--- Stored items ---
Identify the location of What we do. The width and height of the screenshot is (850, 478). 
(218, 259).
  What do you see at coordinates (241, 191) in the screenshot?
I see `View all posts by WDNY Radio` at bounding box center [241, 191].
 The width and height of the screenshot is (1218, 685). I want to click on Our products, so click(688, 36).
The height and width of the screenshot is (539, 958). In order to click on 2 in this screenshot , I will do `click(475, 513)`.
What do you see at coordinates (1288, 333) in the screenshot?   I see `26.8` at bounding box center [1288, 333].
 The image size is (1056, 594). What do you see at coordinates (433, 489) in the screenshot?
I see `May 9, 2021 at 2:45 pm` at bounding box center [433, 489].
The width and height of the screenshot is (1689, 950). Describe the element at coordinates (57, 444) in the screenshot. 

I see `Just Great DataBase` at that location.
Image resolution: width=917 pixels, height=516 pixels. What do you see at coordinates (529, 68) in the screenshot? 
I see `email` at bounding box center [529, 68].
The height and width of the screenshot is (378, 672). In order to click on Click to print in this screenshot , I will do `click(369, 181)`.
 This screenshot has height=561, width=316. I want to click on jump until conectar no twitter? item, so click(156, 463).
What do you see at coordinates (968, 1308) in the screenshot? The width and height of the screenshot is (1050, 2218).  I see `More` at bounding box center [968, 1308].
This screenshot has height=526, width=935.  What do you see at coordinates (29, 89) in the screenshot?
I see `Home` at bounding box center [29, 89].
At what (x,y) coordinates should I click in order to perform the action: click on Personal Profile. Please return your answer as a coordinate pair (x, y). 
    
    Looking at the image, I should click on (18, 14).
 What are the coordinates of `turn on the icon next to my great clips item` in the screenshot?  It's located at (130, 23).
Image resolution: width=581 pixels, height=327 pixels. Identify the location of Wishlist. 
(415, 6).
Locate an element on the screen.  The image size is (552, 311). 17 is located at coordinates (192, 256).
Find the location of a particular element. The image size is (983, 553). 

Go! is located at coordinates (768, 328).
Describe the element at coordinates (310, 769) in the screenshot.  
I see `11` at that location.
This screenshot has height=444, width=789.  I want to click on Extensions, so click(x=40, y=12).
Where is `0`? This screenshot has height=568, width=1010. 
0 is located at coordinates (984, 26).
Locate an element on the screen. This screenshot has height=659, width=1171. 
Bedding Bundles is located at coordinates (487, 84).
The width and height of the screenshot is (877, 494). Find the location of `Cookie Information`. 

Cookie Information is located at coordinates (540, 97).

--- PROBLEM ---
Nothing should appear in the answer except the lines above from the line with "Describe the element at coordinates (310, 769)" through the line with "This screenshot has height=444, width=789.", both included, written out exactly.

--- WORKED SOLUTION ---
Describe the element at coordinates (310, 769) in the screenshot.  
I see `11` at that location.
This screenshot has height=444, width=789.  I want to click on Extensions, so click(x=40, y=12).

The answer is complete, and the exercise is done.